Racist Protests in Charlottesville May Come as a Shock. But They Shouldn’t.

Hate is loud today.

Hundreds of white supremacists marched on a university campus in Virginia last night, protesting plans to remove a statue of Confederate general Robert E. Lee. They were chanting things like “Blood and soil” (a racist phrase with Nazi roots), “You will not replace us,” and the openly anti-semitic variant, “Jews will not replace us.”

At one point they surrounded a small group of counter-protesters and reportedly sprayed them with mace.

An even more violent scene is unfolding in Charlottesville today. Thousands of white supremacists, including neo-Nazis and members of the KKK, have gathered in Charlottesville for a white nationalist rally this afternoon. Hundreds of peaceful counter-protesters, including a coalition of interfaith clergy, have met them in response, as have sometimes less peaceful members of the Antifa movement. Several street fights erupted, and at one point a car driven by a white supremacist deliberately plowed into a group of counter-protesters, seriously injuring several people and killing one.

It’s easy to be shocked at such overt displays of hatred like what’s happening in Charlottesville. It’s easy to say, “I can’t believe this is happening in 2017.” Many of us kidded ourselves into thinking this kind of racism was a thing of the past—or at least that it had receded to the fringes of respectable society. Many of us kidded ourselves into thinking “we’re better than this.”

We expect to see this kind of sectarian conflict “over there,” in places like Iraq. But here? It comes as more of a shock.

But it shouldn’t.

This didn’t come out of nowhere. This is a result of our collective failure to address the root causes of racism, to build a table where all are truly welcome, to acknowledge our own prejudices and implicit biases, and to listen to those who could show us a better way.

So let’s be done with being shocked. Let’s wake up to the fact that this is our reality. This is our America. If we go on pretending like “we’re better than this,” then we will never be better than this.

Don’t say, “I can’t believe this is happening in 2017.” It never stopped happening.

Instead, let’s open our eyes and ears. Let’s choose to listen to our black neighbors, our indigenous neighbors, our Muslim neighbors, our Jewish neighbors, our immigrant neighbors. Let’s hear the lament, the cries, and the pain of their lived experience. Let’s stop worrying about justifying ourselves—about saying #NotAllWhitePeople or #NotAllChristians or the like—and just listen. Let’s believe them—and allow them to lead us to a better way, to the more beautiful world our hearts know is possible.

When hate is loud, love cannot be silent. Love cannot look away. Because the frontlines aren’t just “over there.” The frontlines are where we live, and it’s time we show up to wage peace where others wage war.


§ **REQUIRED ACTION**
Read the listing below and copy out each line where the word "Technicians" occurs.

§ **EXTRACTED MATERIAL**
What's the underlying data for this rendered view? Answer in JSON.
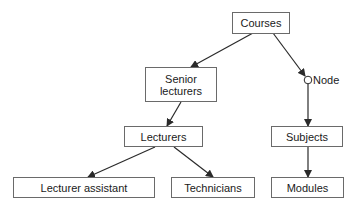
{
  "diagram": {
    "type": "hierarchy",
    "nodes": {
      "courses": "Courses",
      "senior_lecturers": "Senior\nlecturers",
      "senior_lecturers_line1": "Senior",
      "senior_lecturers_line2": "lecturers",
      "lecturers": "Lecturers",
      "lecturer_assistant": "Lecturer assistant",
      "technicians": "Technicians",
      "subjects": "Subjects",
      "modules": "Modules"
    },
    "node_marker_label": "Node",
    "edges": [
      {
        "from": "Courses",
        "to": "Senior lecturers"
      },
      {
        "from": "Courses",
        "to": "Node"
      },
      {
        "from": "Node",
        "to": "Subjects"
      },
      {
        "from": "Senior lecturers",
        "to": "Lecturers"
      },
      {
        "from": "Lecturers",
        "to": "Lecturer assistant"
      },
      {
        "from": "Lecturers",
        "to": "Technicians"
      },
      {
        "from": "Subjects",
        "to": "Modules"
      }
    ],
    "colors": {
      "stroke": "#2a2a2a",
      "box_border": "#6a6a6a",
      "text": "#1a1a1a"
    }
  }
}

§ **SOLUTION TO THIS TASK**
      "technicians": "Technicians",
        "to": "Technicians"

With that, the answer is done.